Things change. It hasn’t been that long ago that basketball poobahs considered raising the basket to counter the increasing size of players. But soon settled instead on the three-point shot to open the court. It’s not exactly ancient history that the NFL literally moved the goalposts—from the front to the rear of the end zone—to offset the escalating length and accuracy of kickers. Then moved the scrimmage line back for extra-point attempts.

Long, long ago, pitchers were a mere 50 feet from home plate. Foul balls didn’t count as strikes. Batters were allowed four strikes and weren’t awarded a walk until the ninth ball. As recently as 1969, the strike zone was shrunk—from top-of-the-shoulder, bottom-of-the-knee to armpit and top-of-the-knee—and the pitcher’s mound was lowered by five inches.

All manner of inconsistencies forever persist in baseball—odd-shaped playing fields that turn long outs into homers; the thin air of parks at altitude that add distance to fly balls; “the wind blowing out” in Chicago’s Wrigley Field. With the pitcher’s mound an additional foot distant from home plate, will that tamper with the physics of when curveballs break on their way to the batter? Will it physically wear down pitchers attempting to get their fastballs through that extra foot before the batter can react?

In 2008, there was a rumpus over Japanese pitchers claiming to throw a revolutionary “gyroball,” which was said to change directions horizontally and therefore bring an entirely new challenge to hitters. But David Coburn, head of the research department at Popular Mechanics, whose editors had released a book explaining why a curveball curves, wrote that the gyroball was “The Bigfoot of baseball, an urban legend born in a Japanese lab and racing across the Internet…either the first new pitch in nearly four decades or a complete and total sham.”

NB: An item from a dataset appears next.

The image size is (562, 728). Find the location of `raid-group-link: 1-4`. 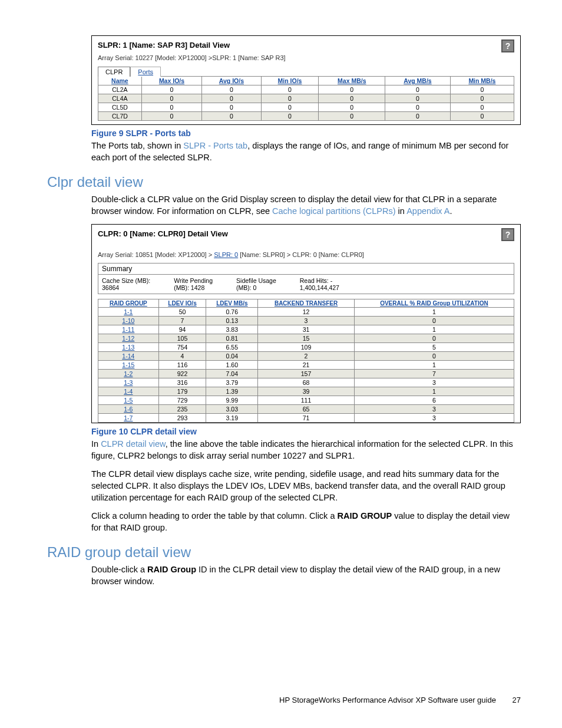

The pitch hasn’t been heard of since.

Will the 61-foot, six-inch pitcher-to-hitter dynamic ruin careers? Save baseball? Mean anything at all? Will some sub-committee on analytics—part of a committee on velocity, rotation, launch angle and tobacco-chewing—be able to recommend parameters that are beyond reproach by any athlete, fan, manager, GM and owner?

Robert Adair, the Yale professor who authored “Physics and Baseball,” once gave me this definitive answer to these related matters: “Seeing as how I’m one of them, I would say that if you want something really stupid, get an intellectual to tell you about it.”

Because, what it all will boil down to is players—pitchers and hitters, within the prescribed rules—just doing what they do best.